This article is a presentation of my scratch built quadcopter.
The frame is built entirely out of wood. The booms are 15×15 mm pine wood that are painted black. The electronics box is made of balsa that I have covered in Oracover, as I traditional wood airplane. I have used landing gears that are intended for use on airplanes, but instead of wheels, I have made plates out of plywood.
I use the KK2.0 flight controller. This is my first quadcopter, and I was surprised on how well the KK2.0 works and how easy it was to setup. I have only flown a normal model helicopter before, but this thing is mush easier to fly. It can be flown with very high precession. The built in voltage alarm feature is also a great feature.

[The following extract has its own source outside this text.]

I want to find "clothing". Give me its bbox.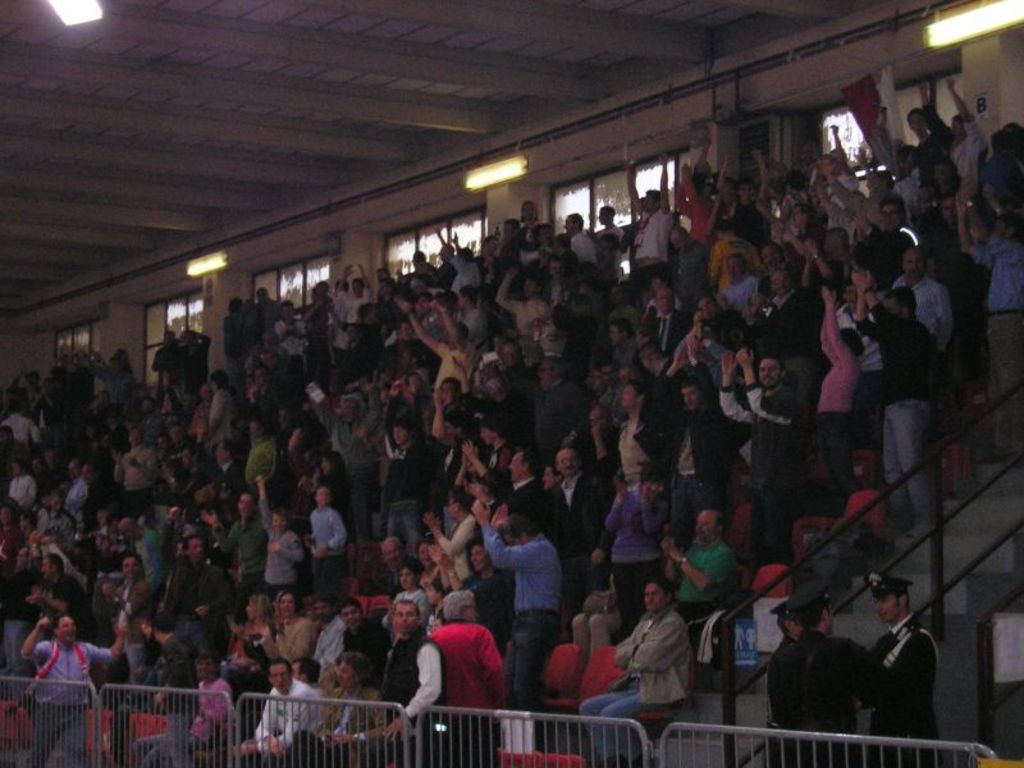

I run two batteries in parallel. To prevent current from flowing between the batteries, they are connected using diodes. This makes it harmless to connect the batteries, even if the are not exactly the same voltage. It also ads redundancy to the system, the quad can still fly if one battery fails.
A standard 7805 Voltage regulator supplies the 20A opto ESCs and the flight controller with 5V.

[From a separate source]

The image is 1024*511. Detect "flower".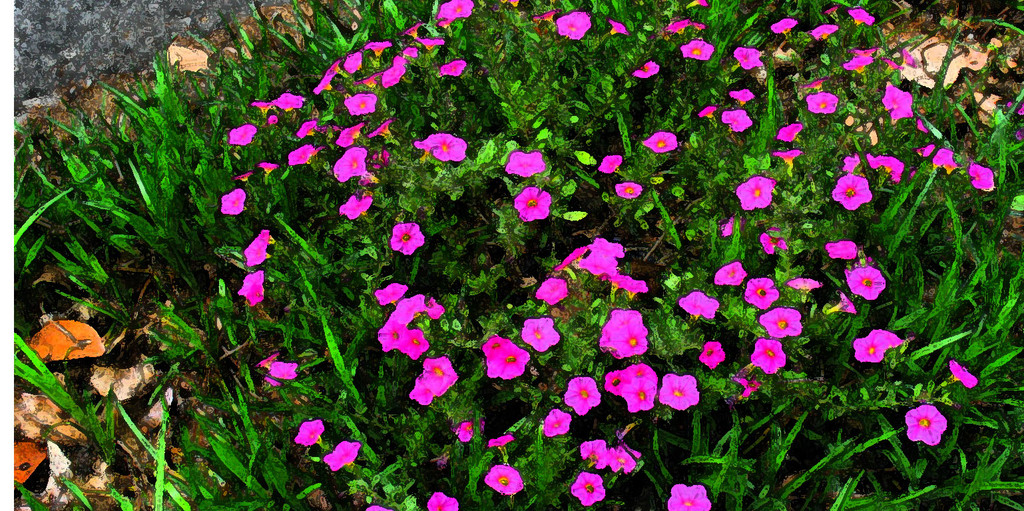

The camera is mounted to the quad using three pieces of silicone tubing. This acts as a vibration dampening system.
DT750 motors and 20A opto Multistar ESCs.
My Setup:
- Flight controller: KK2.0 board
- Motors: DT750
- ESCs: 20A Opto Multistar
- Batteries: two 3 cell 2650mAh LiPo connected in parallel
- Receiver: FASST compatible orange receiver
- 5V regulator: 7805 to power the ESCs and the flight controller board
- Diodes: BYV123 dual schottky diodes to connect the batteries in parallel
More pictures and information, including plans, can be found at my website:
The only assembly comment I would have is the mounting of the props [edit]> and the excessive, unneeded shaft length. <[edit] {I see that was done}
The Hextronik DT series is frustrating to some flyers because of the way they mount the props. Many complain the DT750 have crappy bearings, and a popular item ordered at HK.
You have the props clamped between the bell and the nut. That puts a tremendous shear force on the inset screw holding the bell to the shaft. When and if the shaft slips upwards on the bell, even a few hundreds of an inch, it transfers that shear force to the bearings, greatly shortening their life.